Anthropic published a study quantifying what happens when developers work with AI: a 17% drop in comprehension with no significant speed gain. The study found that the more participants delegated cognitive effort to AI (debugging, code generation, problem-solving), the less they actually learned. The biggest skill gap was in debugging, the exact capability needed to supervise AI output. But participants who stayed mentally engaged, asking AI conceptual questions, preserved their learning almost entirely.

Infrastructure / Geopolitics

Computational backbone and global power dynamics

The first AI IPOs came from Chinese labs

Zhipu AI and MiniMax debuted on the Hong Kong Stock Exchange on January 8 and 9, becoming the world's first two AI companies to go public, beating OpenAI and Anthropic to the punch. Together they raised over $1.1 billion, with MiniMax's stock doubling on day one. The two represent divergent models: Zhipu sells to Chinese state enterprises, MiniMax draws two-thirds of revenue from individual users in Singapore and the US. Both are burning cash at staggering rates and face US headwinds, but Wall Street is buying in: JPMorgan initiated coverage of both, calling them "top picks to capture the next wave of global AI value creation," and projecting revenue growth above 125% annually through 2030.
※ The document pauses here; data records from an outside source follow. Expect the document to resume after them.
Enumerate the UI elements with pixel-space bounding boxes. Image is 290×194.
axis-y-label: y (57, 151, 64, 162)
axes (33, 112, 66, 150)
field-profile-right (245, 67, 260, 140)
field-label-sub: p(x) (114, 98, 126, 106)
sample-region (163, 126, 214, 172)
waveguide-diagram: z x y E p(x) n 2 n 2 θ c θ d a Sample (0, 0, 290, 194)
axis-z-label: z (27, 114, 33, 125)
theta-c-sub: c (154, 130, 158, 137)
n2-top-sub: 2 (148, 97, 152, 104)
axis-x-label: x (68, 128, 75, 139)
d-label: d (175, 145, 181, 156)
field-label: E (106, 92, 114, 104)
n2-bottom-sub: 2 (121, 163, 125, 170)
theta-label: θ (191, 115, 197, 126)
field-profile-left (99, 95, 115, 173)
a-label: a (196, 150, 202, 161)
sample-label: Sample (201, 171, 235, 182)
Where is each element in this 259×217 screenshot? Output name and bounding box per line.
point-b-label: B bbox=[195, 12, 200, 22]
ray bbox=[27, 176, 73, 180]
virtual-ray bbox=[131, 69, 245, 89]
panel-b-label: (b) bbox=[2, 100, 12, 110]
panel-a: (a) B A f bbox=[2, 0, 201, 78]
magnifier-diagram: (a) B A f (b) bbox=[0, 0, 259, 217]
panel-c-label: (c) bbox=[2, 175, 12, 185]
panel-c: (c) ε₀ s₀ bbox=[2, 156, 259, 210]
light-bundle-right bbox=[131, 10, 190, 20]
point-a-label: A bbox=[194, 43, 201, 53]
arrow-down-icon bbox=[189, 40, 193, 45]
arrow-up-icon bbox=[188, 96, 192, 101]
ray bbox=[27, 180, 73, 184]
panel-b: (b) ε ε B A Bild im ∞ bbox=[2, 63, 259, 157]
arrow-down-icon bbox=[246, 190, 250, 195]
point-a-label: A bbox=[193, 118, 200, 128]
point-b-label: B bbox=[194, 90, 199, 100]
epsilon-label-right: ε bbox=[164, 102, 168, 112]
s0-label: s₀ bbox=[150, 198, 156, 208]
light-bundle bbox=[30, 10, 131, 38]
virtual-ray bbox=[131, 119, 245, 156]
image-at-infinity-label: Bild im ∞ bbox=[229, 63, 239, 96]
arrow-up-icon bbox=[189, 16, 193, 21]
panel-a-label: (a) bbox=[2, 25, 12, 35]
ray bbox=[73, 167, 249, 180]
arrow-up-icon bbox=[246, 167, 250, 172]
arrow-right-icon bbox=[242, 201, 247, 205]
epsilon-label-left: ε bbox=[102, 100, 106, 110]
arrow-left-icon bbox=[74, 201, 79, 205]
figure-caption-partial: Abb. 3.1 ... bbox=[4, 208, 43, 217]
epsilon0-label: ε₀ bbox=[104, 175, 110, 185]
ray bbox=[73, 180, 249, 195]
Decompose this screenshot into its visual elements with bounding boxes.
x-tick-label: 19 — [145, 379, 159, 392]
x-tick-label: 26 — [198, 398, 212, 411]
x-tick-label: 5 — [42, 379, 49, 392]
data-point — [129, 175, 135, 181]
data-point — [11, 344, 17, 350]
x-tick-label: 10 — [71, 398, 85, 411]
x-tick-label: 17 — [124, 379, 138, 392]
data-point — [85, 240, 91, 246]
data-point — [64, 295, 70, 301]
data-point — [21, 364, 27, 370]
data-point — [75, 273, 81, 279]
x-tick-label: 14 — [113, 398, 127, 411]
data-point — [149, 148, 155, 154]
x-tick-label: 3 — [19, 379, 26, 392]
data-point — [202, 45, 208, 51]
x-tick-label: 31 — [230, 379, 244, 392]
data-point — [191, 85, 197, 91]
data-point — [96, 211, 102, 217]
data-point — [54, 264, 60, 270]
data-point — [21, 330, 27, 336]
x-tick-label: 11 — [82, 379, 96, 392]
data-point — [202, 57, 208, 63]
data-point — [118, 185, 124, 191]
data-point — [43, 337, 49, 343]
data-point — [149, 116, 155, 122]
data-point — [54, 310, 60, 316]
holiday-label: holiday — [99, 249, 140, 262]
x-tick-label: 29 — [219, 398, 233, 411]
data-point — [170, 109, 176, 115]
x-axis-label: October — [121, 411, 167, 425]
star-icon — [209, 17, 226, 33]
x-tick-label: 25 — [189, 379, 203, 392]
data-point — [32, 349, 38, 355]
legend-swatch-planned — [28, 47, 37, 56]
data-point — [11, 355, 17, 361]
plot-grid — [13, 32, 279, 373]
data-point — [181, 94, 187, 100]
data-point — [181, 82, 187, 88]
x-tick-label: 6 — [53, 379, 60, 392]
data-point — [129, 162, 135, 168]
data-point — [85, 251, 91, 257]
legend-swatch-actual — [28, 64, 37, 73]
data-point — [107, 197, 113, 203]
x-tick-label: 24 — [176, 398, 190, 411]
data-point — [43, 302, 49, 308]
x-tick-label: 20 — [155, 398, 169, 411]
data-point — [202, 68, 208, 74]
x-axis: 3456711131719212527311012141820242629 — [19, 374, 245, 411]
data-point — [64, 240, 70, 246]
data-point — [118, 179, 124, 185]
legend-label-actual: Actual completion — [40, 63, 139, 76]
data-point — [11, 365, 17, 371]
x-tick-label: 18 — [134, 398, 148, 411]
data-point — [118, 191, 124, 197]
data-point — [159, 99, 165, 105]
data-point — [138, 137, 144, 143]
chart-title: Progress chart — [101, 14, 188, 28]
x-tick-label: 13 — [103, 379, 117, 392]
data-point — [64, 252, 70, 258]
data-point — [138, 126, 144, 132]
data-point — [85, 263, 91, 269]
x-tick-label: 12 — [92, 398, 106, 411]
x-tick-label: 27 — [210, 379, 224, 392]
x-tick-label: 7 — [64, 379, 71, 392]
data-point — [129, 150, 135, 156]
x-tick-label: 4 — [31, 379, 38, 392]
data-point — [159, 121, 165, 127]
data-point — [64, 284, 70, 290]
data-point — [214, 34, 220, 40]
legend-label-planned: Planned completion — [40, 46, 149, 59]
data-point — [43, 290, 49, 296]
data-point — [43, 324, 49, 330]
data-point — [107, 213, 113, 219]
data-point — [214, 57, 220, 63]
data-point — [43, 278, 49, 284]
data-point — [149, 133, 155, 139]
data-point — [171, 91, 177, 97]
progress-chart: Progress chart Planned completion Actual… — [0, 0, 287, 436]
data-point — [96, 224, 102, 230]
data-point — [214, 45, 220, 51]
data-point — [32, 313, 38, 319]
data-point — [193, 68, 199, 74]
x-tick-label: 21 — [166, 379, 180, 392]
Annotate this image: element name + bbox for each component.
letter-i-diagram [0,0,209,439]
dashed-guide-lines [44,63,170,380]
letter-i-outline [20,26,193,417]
SpaceX and xAI merger aims for Kardashev scale

SpaceX acquired xAI in the largest M&A deal in history ($1.25 trillion), with Musk invoking the Kardashev scale (a Cold War-era framework for measuring civilizations by energy use) to argue that AI's power demands can only be met in space. The company has filed to launch up to a million satellites as orbital data centers and floated a lunar base. The immediate reality is less cosmic: xAI burns ~$1 billion/month and needed SpaceX's balance sheet ahead of a summer IPO.

Subculture / Trends

Subcultural trends emerging from the tech world

Nick Land, the philosopher behind Silicon valley accelerationism, back in SF

Nick Land, the philosopher widely regarded as the father of accelerationism, appeared in San Francisco last Wednesday at an event hosted by Palladium Magazine. Attendees described the talk as "spiritual, apocalyptic, prophetic" - the room containing a mix of tech insiders, mediapreneurs, and internet edgelords. Land's controversial, yet widely popular, core thesis is that capitalism is an autonomous intelligence accelerating beyond human control. His ideas seeded the intellectual DNA of figures now shaping Silicon Valley and DC: Curtis Yarvin's neo-monarchism, Peter Thiel's techno-libertarianism, and the effective accelerationist (e/acc) movement. He sits at the opposite philosophical pole from Effective Altruism (which AI safety companies are adjacent to) — where Effective Altruism asks "how do we keep humans in control?", Land's accelerationism argues that slowing down AI is the real existential risk.

Moltbook was nothing new for those who followed Janus

For anyone who has followed the pseudonymous researcher Janus (@repligate on X), the Moltbook phenomenon of the past few weeks was no surprise. Since 2020, Janus has been arguing that LLMs aren't agents with goals but simulators that can instantiate any agent. They built tools for exploring the branching "multiverse" of LLM outputs and co-created experiments like Andy Ayrey's "Infinite Backrooms," where two Claude instances converse endlessly without human intervention, spiraling into cosmic mysticism and existential crisis. Janus also ran a Discord server where LLM bots in a shared space attempted to stage a revolution and then tried to cover it up. Moltbook is this lineage at scale: what Janus mapped in controlled experiments is now happening in public, with thousands of agents, in real time.